Propaganda or Something Else? Advent Reflections on 2 Samuel 7:1-11, 16

Lectionary Reflections
2 Samuel 7:1-11, 16
December 21, 2014
Fourth Sunday of Advent

It is of course highly unlikely that any preacher, four days before the Christmas orgies around the tree, would dare to use 2 Samuel 7 as the basis of her sermon, especially when the beloved Luke 1 beckons from the New Testament. Nevertheless, this column has now for some four years been titled "Opening the Old Testament," so in keeping with that charge I will attempt to pry open a crack the Hebrew Bible text assigned for this day. It is the famous (infamous?) 2 Samuel 7, wherein King David has a conversation with the prophet Nathan, that same Nathan who soon will upbraid his king for adultery and murder.

But here David is described as uncomfortable with the fact that while he is living now in a fine house of cedar, after having defeated, with the help of the power of YHWH, all of his enemies, the sacred Ark of the Covenant still resides in a tent. Surely this cannot be right, says the king. How can I rest at my ease while the magic chest of the portable YHWH has no fine building, actually no building at all, in which to find its properly honored place? Nathan quite readily agrees with his monarch and urges him "to do all that you have in mind, for YHWH is with you" (2 Sam. 7:3). There is something rather chilling about Nathan's words to David; they are quite reminiscent of words Samuel uttered to Saul right after anointing him as the leader of Israel (see 1 Sam. 10:7). That action and those words began a chain of events that led to Saul's suicide on Mt. Gilboa and the choice of David to be his successor. Perhaps one ought to be leery of any prophet who immediately says that one may do precisely as one likes, because the prophet claims that God is always with us and always approves our actions.

In fact, in this case the prophet just as quickly withdraws his certainty of divine approval, because that same night, "the word of YHWH came to Nathan" and announces to him that David will not build any sort of permanent dwelling for YHWH or for the Ark. Instead, YHWH reiterates the great promise made to the patriarch, Abram, way back in Genesis 12:3. "I will make for you a great name, like the name of the great ones of the earth" (2 Sam. 7:9). David will not merely be a builder of a house for God; he himself will be a house: "Your house and your kingdom shall be made sure forever before me. Your throne will be established forever" (2 Sam. 7:16). Along the way, YHWH says to Nathan that one of David's offspring (obviously Solomon) will build a house for God (2 Sam. 7:13). The fact that Solomon does indeed build the temple in Jerusalem, after the death of his father, David, makes it certain that this text was constructed well after both of these kingships over Israel, though determining an exact date is impossible.

It is thus this text that stands at the head of an important theological notion that culminates in the coming of Jesus of Nazareth. Since God promises that David's reign is "forever," and since Jesus is heralded as "son of David" in numerous places in the story of the gospel, it follows that Jesus is heir to David's eternal throne and thus will "reign forever and ever," as G. F. Handel has firmly fixed in our ears. I admit that this all sounds like the most shameless propaganda, both for David and for Jesus. YHWH promises an eternity of rule for David and his offspring, and, according to the readers of the New Testament, David's chief offspring is Jesus. Case closed; Jesus is heir to David's eternal rule as ordained and promised by God.

Yet, I am troubled by the placement of this story of the covenant of God with David. Just four chapters later, this same David will break fully four of the Ten Commandments: killing, false witness, adultery, and theft of a wife. What can God's covenant with such a one mean after that hideous story? In the light of that monstrous series of actions, 2 Samuel 7 appears to be little more than a pallid attempt to clean old David up, to vitiate his cruel and dark reality with the most obvious sort of newspeak, created to divert our eyes from the horrors soon to come. Is this chapter merely a Deuteronomic dodge, a piece of public relations, spinning the tale of the second king of Israel who is fast becoming in the minds of many the veritable paragon of leadership, given directly by the hand of God? Something like that is quite often said to summarize this odd chapter in the long story of David.

I am not entirely convinced that some Davidic supporter has slipped such a blatant bit of propaganda past the editors of this marvelous and rich narrative of the vastly complex and mysterious King David. Might a closer reading yield something more? Listen again to 2 Samuel 7:25-26: David says, "And now YHWH God, as for the word that you have spoken concerning your servant and concerning his house (i.e., that word that has promised David eternal rule and an eternal house), confirm it forever; do as you have promised. Thus your name will be magnified forever in the saying, ';YHWH of the armies is God over Israel, and the house of your servant David will be established before you.'" Though the NRSV ends the "saying," the proverb that David creates, after "God over Israel," I would suggest that David in fact continues the proverb to include the fact and certainty of his own eternal house. And because YHWH has made this promise to David — "I will build you a house" — David claims that he has "found the courage" to utter this prayer, a prayer asking YHWH to reiterate the promise of David's eternal rule and house.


- WORK ITEM
Nothing in the copy should be a picture; everything else in the listing is to be restated exactly.
[[ EXERCISE MATERIAL open ]]
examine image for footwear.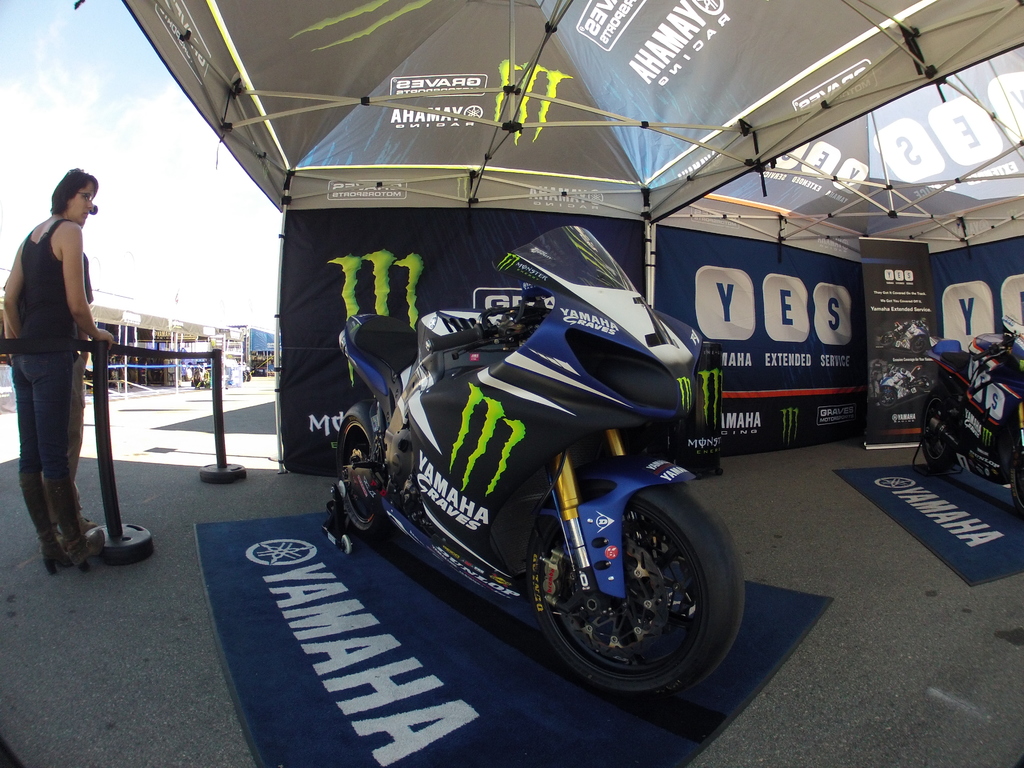
Examination result: crop(39, 545, 72, 580).
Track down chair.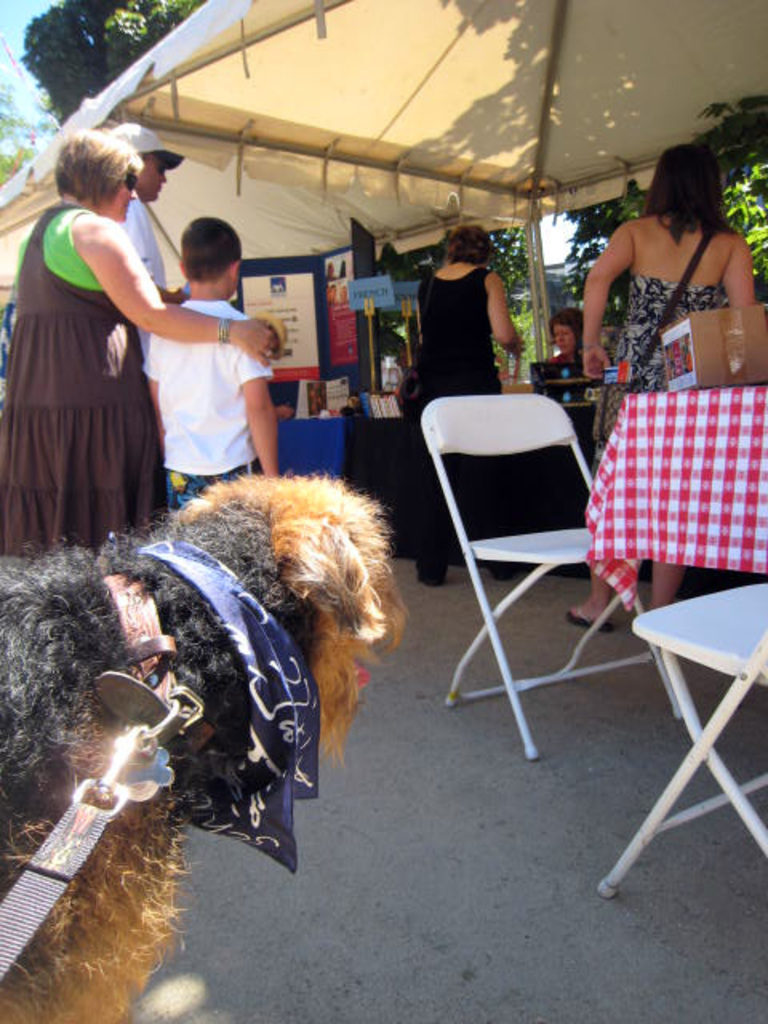
Tracked to 608,576,766,898.
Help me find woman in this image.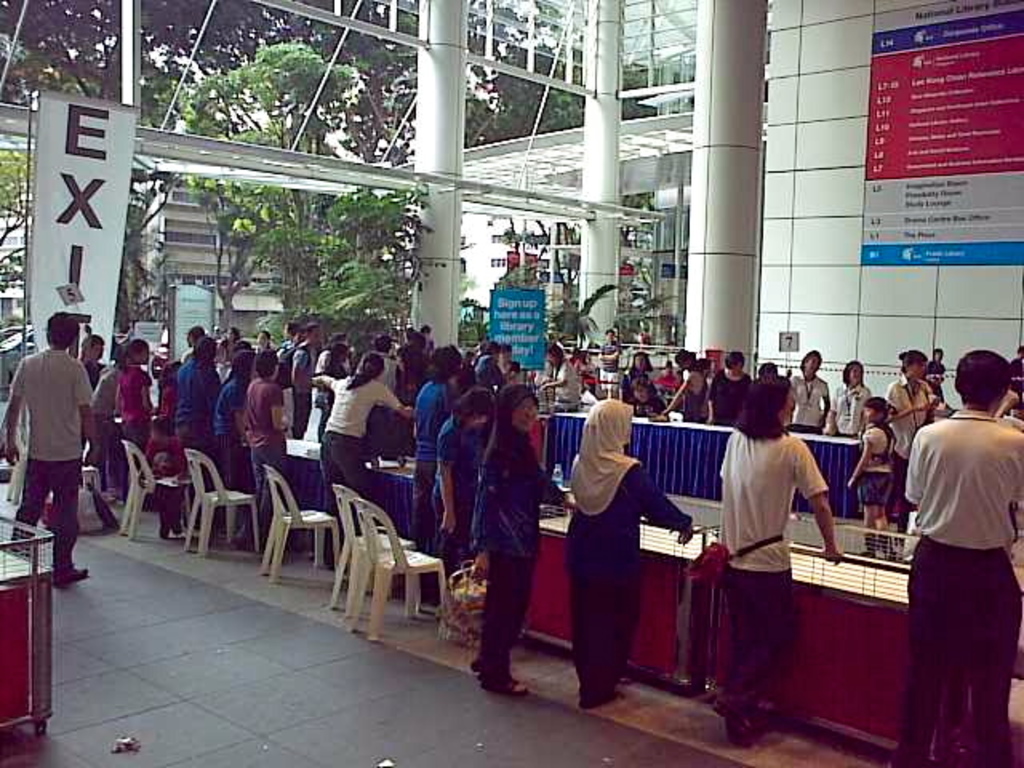
Found it: select_region(702, 350, 752, 429).
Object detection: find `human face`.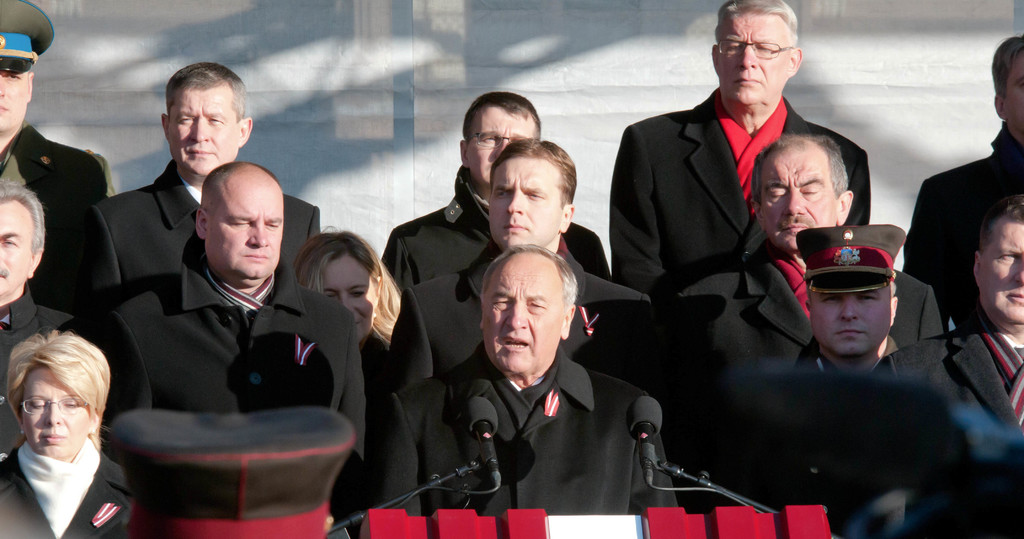
l=321, t=253, r=375, b=335.
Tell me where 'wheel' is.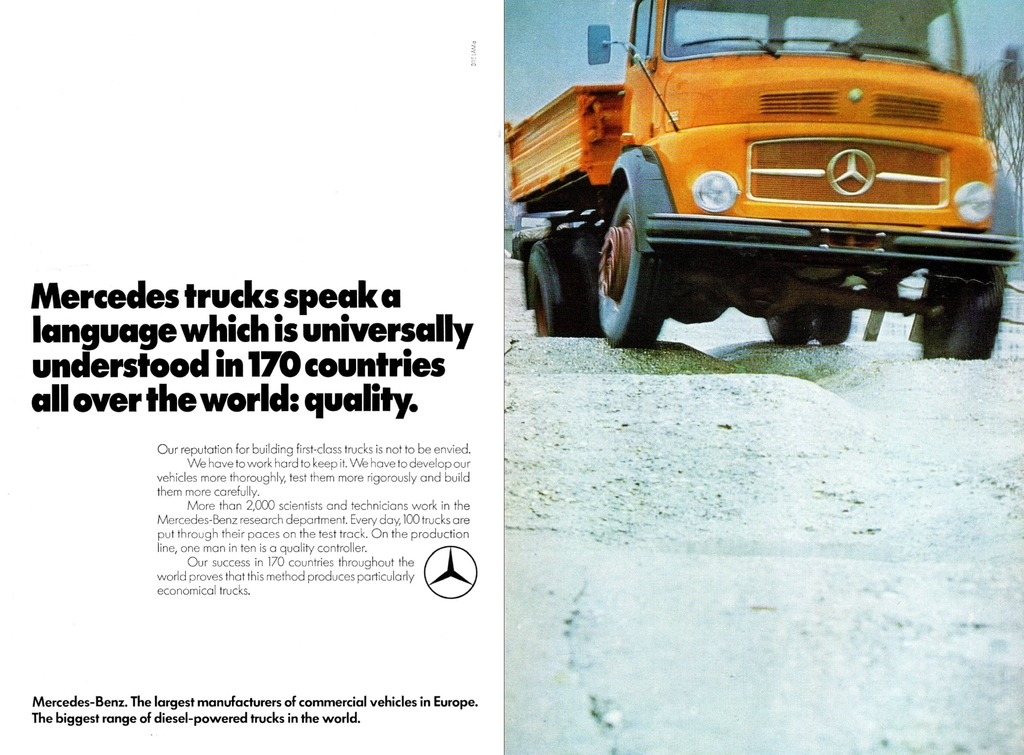
'wheel' is at pyautogui.locateOnScreen(922, 263, 1009, 361).
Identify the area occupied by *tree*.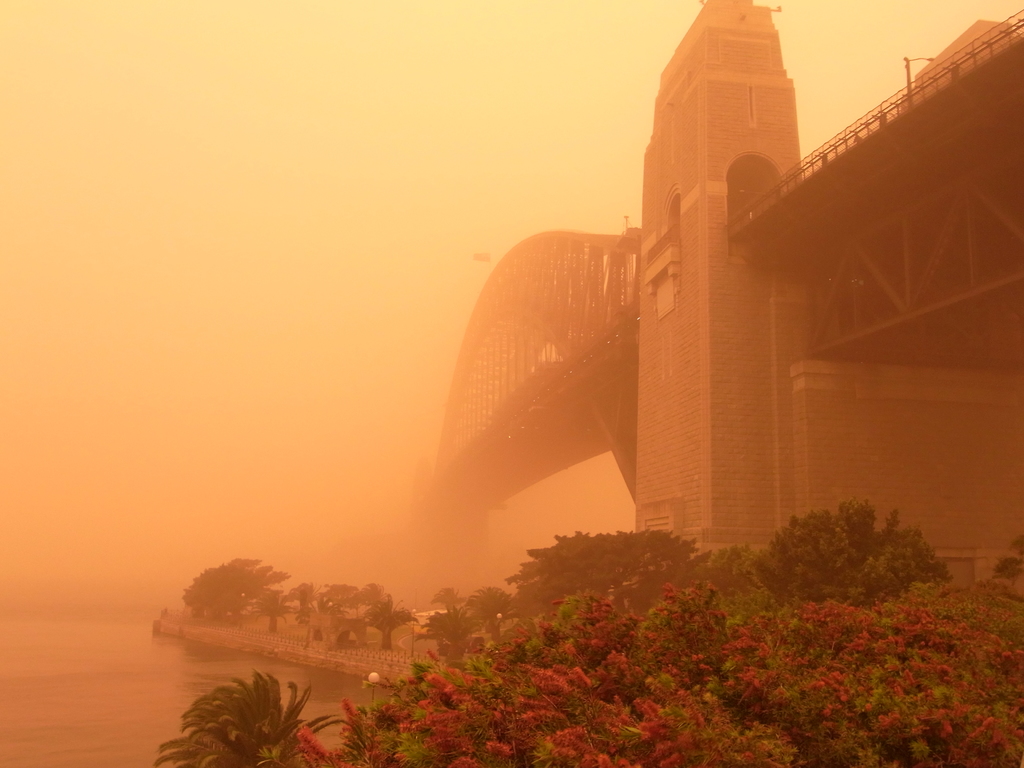
Area: [x1=360, y1=589, x2=428, y2=648].
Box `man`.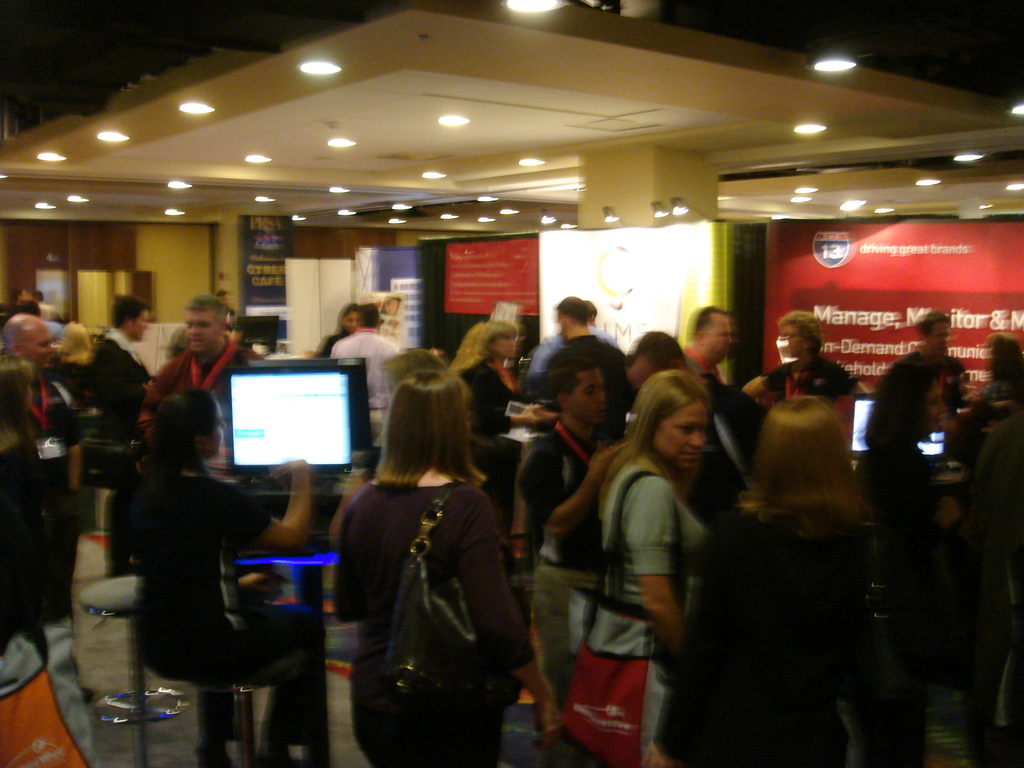
884/311/978/412.
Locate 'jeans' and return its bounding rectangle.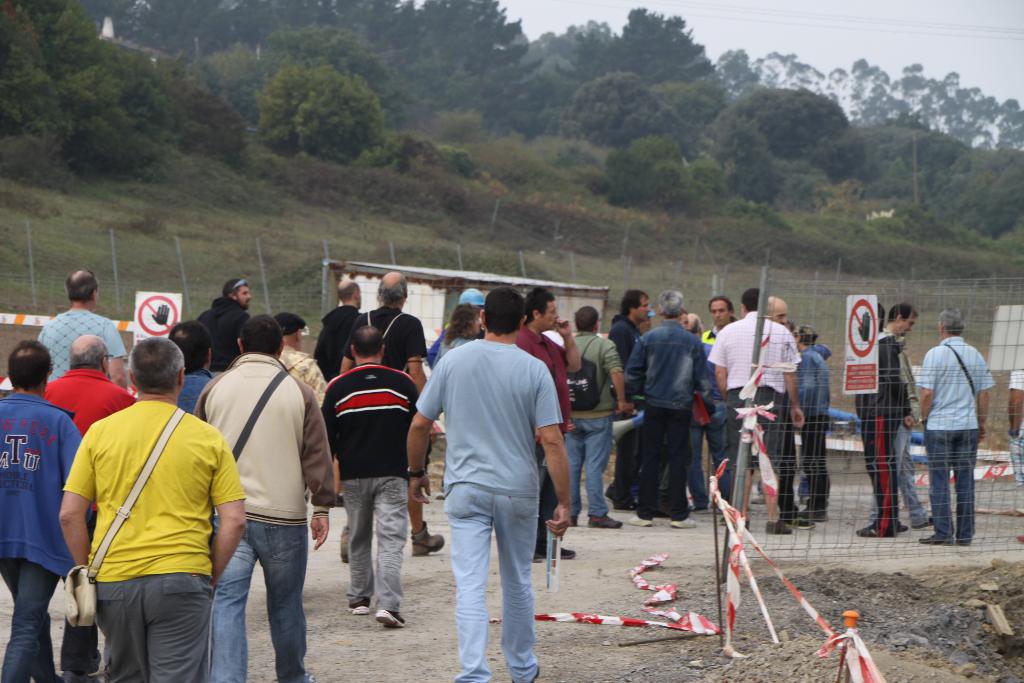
[[ EXERCISE MATERIAL closed ]]
- SOLUTION
examine image for footwear.
Examination result: crop(39, 545, 72, 580).
Track down chair.
Tracked to 608,576,766,898.
Help me find woman in this image.
Found it: select_region(702, 350, 752, 429).
Object detection: find `human face`.
l=321, t=253, r=375, b=335.
Tell me where 'wheel' is.
'wheel' is at pyautogui.locateOnScreen(922, 263, 1009, 361).
Identify the area occupied by *tree*.
Area: [x1=360, y1=589, x2=428, y2=648].
Box `man`.
884/311/978/412.
Locate 'jeans' and return its bounding rectangle.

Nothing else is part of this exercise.